IMPLICATIONS OF PLASMA BEAM INSTABILITIES FOR THE STATISTICS OF THE FERMI HARD GAMMA-RAY BLAZARS AND THE ORIGIN OF THE EXTRAGALACTIC GAMMA-RAY BACKGROUND

Fermi has been instrumental in constraining the luminosity function and redshift evolution of gamma-ray bright BL Lac objects, a subpopulation of blazars with almost featureless optical spectra. This includes limits on the spectrum and anisotropy of the extragalactic gamma-ray background (EGRB), redshift distribution of nearby Fermi active galactic nuclei (AGNs), and the construction of a –log S relation. Based on these, it has been argued that the evolution of the gamma-ray bright BL Lac population must be much less dramatic than that of other AGNs.

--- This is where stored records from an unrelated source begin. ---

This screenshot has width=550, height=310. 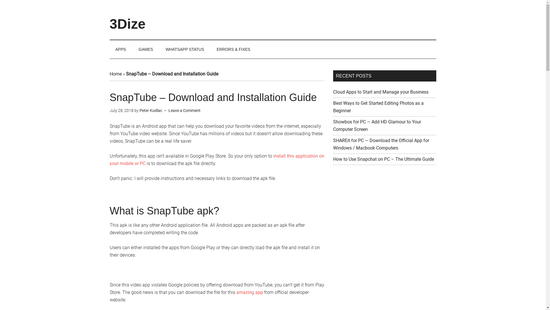 I want to click on Skip to main content, so click(x=0, y=0).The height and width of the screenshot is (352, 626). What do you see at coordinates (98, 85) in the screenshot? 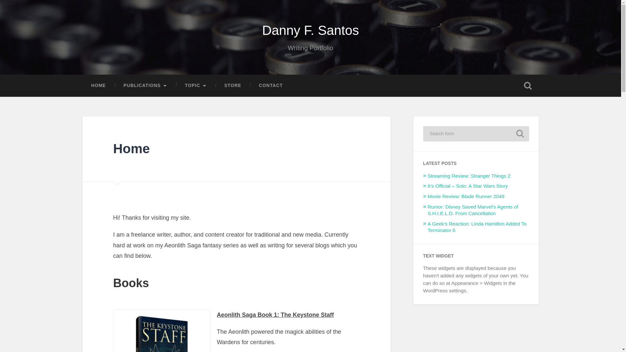
I see `HOME` at bounding box center [98, 85].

However, critical to such claims is the assumption that inverse Compton cascades reprocess emission above a TeV into the Fermi energy range, substantially enhancing the strength of the observed limits. Here we demonstrate that in the absence of such a process, due, e.g., to the presence of virulent plasma beam instabilities that preempt the cascade, a population of TeV-bright BL Lac objects that evolve similarly to quasars is consistent with the population of hard gamma-ray BL Lac objects observed by Fermi. Specifically, we show that a simple model for the properties and luminosity function is simultaneously able to reproduce their –log S relation, local redshift distribution, and contribution to the EGRB and its anisotropy without any free parameters. Insofar as the naturalness of a picture in which the hard gamma-ray BL Lac population exhibits the strong redshift evolution observed in other tracers of the cosmological history of accretion onto halos is desirable, this lends support for the absence of the inverse Compton cascades and the existence of the beam plasma instabilities.